Ramsey was the first man out of the aircraft as the loading-ramp touched the ground.
"Welcome, Colonel-General.' Colonel Getachew Abebe jumped down from his command-jeep and strode forward to meet him.
They shook hands briefly. 'Your arrival is timely,'Abebe told him, and they both turned and shaded their eyes as they looked into the sun.
The second Ilyushin made its final approach and touched down. As it taxied towards them, a third and then a fourth gigantic aircraft turned across the sun and one after the other landed.
As they pulled up in a staggered row and switched off their engines, the men poured out of the cavernous bellies. They were paratroopers of the crack Che Guevara Regiment.
"What is the latest position?'Ramsey demanded brusquely.
The Derg has voted for Andom,' Abebe told him, and" Ramsey looked serious.
General Aman Andom was the head of the Army. He was a man of high integrity and superior intelligence, popular with both the Army and the civilian populace. His election as the new leader of the nation came as no surprise.

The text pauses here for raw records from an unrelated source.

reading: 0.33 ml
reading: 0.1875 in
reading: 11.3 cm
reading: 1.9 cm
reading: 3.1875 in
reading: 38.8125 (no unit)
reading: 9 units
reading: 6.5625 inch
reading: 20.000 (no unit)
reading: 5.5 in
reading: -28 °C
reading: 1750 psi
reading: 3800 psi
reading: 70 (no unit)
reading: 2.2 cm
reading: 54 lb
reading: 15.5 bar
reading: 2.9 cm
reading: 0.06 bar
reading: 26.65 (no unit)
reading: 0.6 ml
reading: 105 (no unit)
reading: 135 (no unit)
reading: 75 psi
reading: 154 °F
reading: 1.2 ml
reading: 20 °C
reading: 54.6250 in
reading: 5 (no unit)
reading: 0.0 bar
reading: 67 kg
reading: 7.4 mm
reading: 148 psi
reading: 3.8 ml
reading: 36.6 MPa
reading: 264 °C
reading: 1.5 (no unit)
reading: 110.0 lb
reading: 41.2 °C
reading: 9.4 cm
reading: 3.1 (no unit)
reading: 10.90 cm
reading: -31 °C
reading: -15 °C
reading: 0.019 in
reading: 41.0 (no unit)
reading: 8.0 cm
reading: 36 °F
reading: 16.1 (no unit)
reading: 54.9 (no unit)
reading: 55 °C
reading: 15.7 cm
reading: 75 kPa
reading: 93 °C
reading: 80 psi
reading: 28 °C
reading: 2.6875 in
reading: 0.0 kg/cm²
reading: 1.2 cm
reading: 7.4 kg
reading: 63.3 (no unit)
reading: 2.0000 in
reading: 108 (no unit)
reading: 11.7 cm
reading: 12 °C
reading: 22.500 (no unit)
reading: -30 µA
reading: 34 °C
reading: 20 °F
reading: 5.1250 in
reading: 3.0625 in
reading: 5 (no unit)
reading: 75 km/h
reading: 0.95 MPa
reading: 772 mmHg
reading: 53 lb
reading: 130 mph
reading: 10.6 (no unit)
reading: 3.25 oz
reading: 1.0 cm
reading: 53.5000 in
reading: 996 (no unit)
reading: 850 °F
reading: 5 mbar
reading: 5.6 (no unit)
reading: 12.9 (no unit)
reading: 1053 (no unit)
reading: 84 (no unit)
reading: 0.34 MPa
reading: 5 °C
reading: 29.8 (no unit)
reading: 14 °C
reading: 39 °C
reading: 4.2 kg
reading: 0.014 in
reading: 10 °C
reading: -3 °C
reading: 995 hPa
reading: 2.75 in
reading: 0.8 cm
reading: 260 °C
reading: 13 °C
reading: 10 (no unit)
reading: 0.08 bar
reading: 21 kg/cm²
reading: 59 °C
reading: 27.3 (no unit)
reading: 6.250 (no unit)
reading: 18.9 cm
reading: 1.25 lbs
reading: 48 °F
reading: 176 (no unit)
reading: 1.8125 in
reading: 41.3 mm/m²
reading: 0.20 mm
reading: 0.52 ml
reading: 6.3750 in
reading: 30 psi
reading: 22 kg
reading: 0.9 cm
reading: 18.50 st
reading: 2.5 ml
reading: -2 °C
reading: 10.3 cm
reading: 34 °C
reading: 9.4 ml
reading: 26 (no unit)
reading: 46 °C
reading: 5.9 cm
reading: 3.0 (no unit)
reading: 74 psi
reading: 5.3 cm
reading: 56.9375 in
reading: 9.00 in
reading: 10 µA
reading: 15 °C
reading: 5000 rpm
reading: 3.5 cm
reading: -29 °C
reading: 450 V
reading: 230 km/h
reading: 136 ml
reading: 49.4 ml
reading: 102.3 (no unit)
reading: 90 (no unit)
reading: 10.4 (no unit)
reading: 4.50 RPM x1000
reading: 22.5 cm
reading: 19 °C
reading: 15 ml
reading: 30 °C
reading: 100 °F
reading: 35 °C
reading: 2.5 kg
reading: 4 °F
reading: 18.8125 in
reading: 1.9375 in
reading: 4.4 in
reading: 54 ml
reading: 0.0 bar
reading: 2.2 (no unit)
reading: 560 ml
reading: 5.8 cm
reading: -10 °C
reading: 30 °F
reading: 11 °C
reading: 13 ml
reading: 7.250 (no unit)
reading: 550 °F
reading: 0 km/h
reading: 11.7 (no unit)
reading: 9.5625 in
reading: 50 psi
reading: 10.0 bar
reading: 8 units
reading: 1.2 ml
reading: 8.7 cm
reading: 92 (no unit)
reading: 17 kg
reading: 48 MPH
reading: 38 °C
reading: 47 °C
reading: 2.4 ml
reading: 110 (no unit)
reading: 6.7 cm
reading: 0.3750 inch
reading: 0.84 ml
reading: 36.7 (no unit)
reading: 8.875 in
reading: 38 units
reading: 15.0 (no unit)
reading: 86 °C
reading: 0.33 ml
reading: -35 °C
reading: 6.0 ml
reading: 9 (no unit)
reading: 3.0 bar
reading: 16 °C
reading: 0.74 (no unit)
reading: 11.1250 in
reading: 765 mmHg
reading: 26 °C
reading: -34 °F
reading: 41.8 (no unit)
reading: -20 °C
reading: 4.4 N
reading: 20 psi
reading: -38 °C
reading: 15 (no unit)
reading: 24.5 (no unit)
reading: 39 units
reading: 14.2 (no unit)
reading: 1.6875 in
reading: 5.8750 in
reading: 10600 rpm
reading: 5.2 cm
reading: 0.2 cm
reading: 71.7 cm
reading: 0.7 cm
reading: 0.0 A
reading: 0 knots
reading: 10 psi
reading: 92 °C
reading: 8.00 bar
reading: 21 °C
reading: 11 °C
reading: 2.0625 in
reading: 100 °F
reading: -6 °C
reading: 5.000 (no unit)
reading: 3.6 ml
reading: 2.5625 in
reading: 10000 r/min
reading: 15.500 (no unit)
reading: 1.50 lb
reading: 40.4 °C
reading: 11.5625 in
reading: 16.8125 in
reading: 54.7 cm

"Where is he now?" 'He is in his palace - about five miles from here." "How many men?" 'A bodyguard of fifty or sixty.
Ramsey turned to watch his paratroopers disembarking.
"How many members of the Derg stand for you?" Abebe reeled off a dozen names, all young left-wing army officers.
"Tafu?' Ramsey demanded, and Abebe nodded. Colonel Tafu commanded a squadron of Russian T-53 tanks, the most modern unit in the Army.
"All right,' Ramsey said softly. 'We can do it - but we must move swiftly now." He gave the order to the commander of the Cuban paratroopers. Carrying their weapons at the trail, the long ranks of camouflage-clad assault-troops trotted forward and began to board the waiting trucks.
Ramsey took the seat beside Abebe in the command-jeep, and the long column rolled away towards the city. Parched to talcum by drought and fierce sunlight, the red dust rose in a dense cloud behind the column and rolled away on the wind that came down hot from the deserts to the north.
On the outskirts of the city they met caravans of camels and mules. The men with them watched the column pass without showing any emotion. In these dangerous days since the emperor had been deposed they had become accustomed to the movement of armed men on the roads. They were men from the Danakil desert and the mountains, turbaned Muslims in flowing robes or bearded Copts with bushy hair and broadswords on their belts and round steel shields on their shoulders.
At an order from Colonel Abebe, the jeep swung on to a side-road and skirted the city, speeding down rutted roads between the crowded flat-roofed hovels. Abebc used the radio, speaking swiftly in Amharic and then translating for Ramsey.
"I have men watching Andom's palace,' he explained. 'He seems to have called a meeting of all the officers in the Derg who support him. They are assembling now." 'Good. Al
l the chickens will be in one nest." The column turned away from the city and sped through open fields. They were bare and desiccated. The drought had left no blade of grass or green leaf The chalky rocks that littered the earth were white as skulls.
"There.' Abebe pointed ahead.
The general was a member of the nobility, and his residence stood a few miles outside the city on the first of a series of low hills. The hills were bare except for the grove of Australian eucalyptus trees that surrounded the P9 palace. Even these drooped in the heat and the drought. The palace was surrounded by a thick wall of red terra cotta. At a glance Ramsey saw that it was a formidable fortification. It would require artillery to breach it.
Abebe had read his thoughts. 'We have surprise on our side,' he pointed out. 'There is a good chance that we will be able to drive in through the gate..." 'No,' Ramsey contradicted him. 'They will have seen the aircraft arriving.